MARKET WATCH: Energy prices continue to crumble

Oct. 24, 2007
Energy prices continued to crumble Oct. 23 amid indications that OPEC is boosting oil production to meet the Nov. 1 increase of 500,000 b/d that it agreed to Sept. 11 in Vienna.

Sam Fletcher
Senior Writer

HOUSTON, Oct. 24 -- Energy prices continued to crumble Oct. 23 amid indications that the Organization of Petroleum Exporting Countries is boosting oil production to meet the Nov. 1 increase of 500,000 b/d that the group agreed to Sept. 11 in Vienna.

"The producing group has begun increasing October supplies in anticipation of Nov. 1," said analysts in the Houston office of Raymond James & Associates Inc. "Further driving oil prices down is the anticipation of an [US] inventory build," they said.

The second high-level energy roundtable between China and OPEC ministers took place Oct. 24 in Beijing. Officials from both sides announced only that they had agreed to a third energy roundtable next year at the OPEC Secretariat in Vienna.

However, Olivier Jakob, managing director of Petromatrix GMBH, Zug, Switzerland, said, "The Chinese economic planning agency has been reported complaining to OPEC that prices are too high, and the Chinese voice has probably these days a greater weight than the same complaints emanating from the head of the US Department of Energy. Coincidently, OPEC sources are providing more sound bites of a possible supplemental increase [in crude supplies.]"

US inventories
The Energy Information Administration said Oct. 24 that commercial US crude inventories fell 5.3 million bbl to 316.6 million bbl in the week ended Oct. 19, vs. expectations among Wall Street analysts of an 800,000 build. Gasoline inventories dropped 2 million bbl to 193.8 million bbl, while distillate fuel inventories decreased by 1.8 million bbl to 134.5 million bbl. The previous consensus among Wall Street analysts was for increases of 300,000 bbl in both categories. Propane and propylene inventories increased by 600,000 to 61 million bbl last week.

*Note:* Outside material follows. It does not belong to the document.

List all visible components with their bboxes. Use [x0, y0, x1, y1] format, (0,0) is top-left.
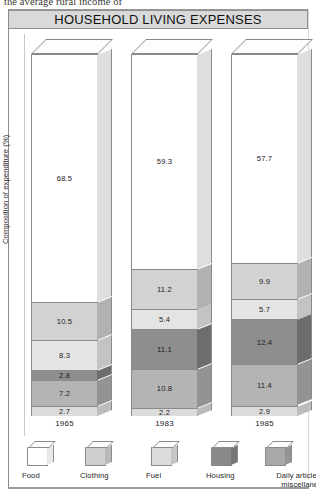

Imports of crude into the US fell more than 1.3 million b/d to 9.1 million b/d during that same week. The input of crude into US refineries dropped 183,000 b/d to 14.9 million b/d with refineries operating at 87.1% capacity, down from 87.3% capacity the previous week. Nevertheless, gasoline production rose to nearly 9 million b/d while distillate fuel production fell to 3.9 million b/d.

Energy prices
The new front-month December contract and the January contract both lost 75¢ to $85.27/bbl and $84.46/bbl, respectively, Oct. 23 on the New York Mercantile Exchange. On the US spot market, West Texas Intermediate was down $1.09 to $86.48/bbl. The November contract for reformulated blend stock for oxygenate blending (RBOB) dropped 2.45¢ to $2.11/gal on NYMEX. Heating oil for the same month declined by 1.11¢ to $2.30/gal.

The November natural gas contract lost 13¢ to $6.76/MMbtu on NYMEX on forecasts of warm weather. On the US spot market, gas at Henry Hub, La., fell 13.5¢ to $6.36/MMbtu. "Without the 'storm premium' built in during the Atlantic hurricane season, natural gas prices are likely to decline with high supplies and mild near-term weather forecasts reducing demand for gas," said Raymond James analysts.

In London, the December IPE contract for North Sea Brent crude was down 42¢ to $82.85/bbl. Gas oil for November dropped $3.25 to $719/tonne.

The average price for OPEC's basket of 12 reference crudes dipped by 12¢ to $80.11/bbl on Oct. 23.

Contact Sam Fletcher at [email protected].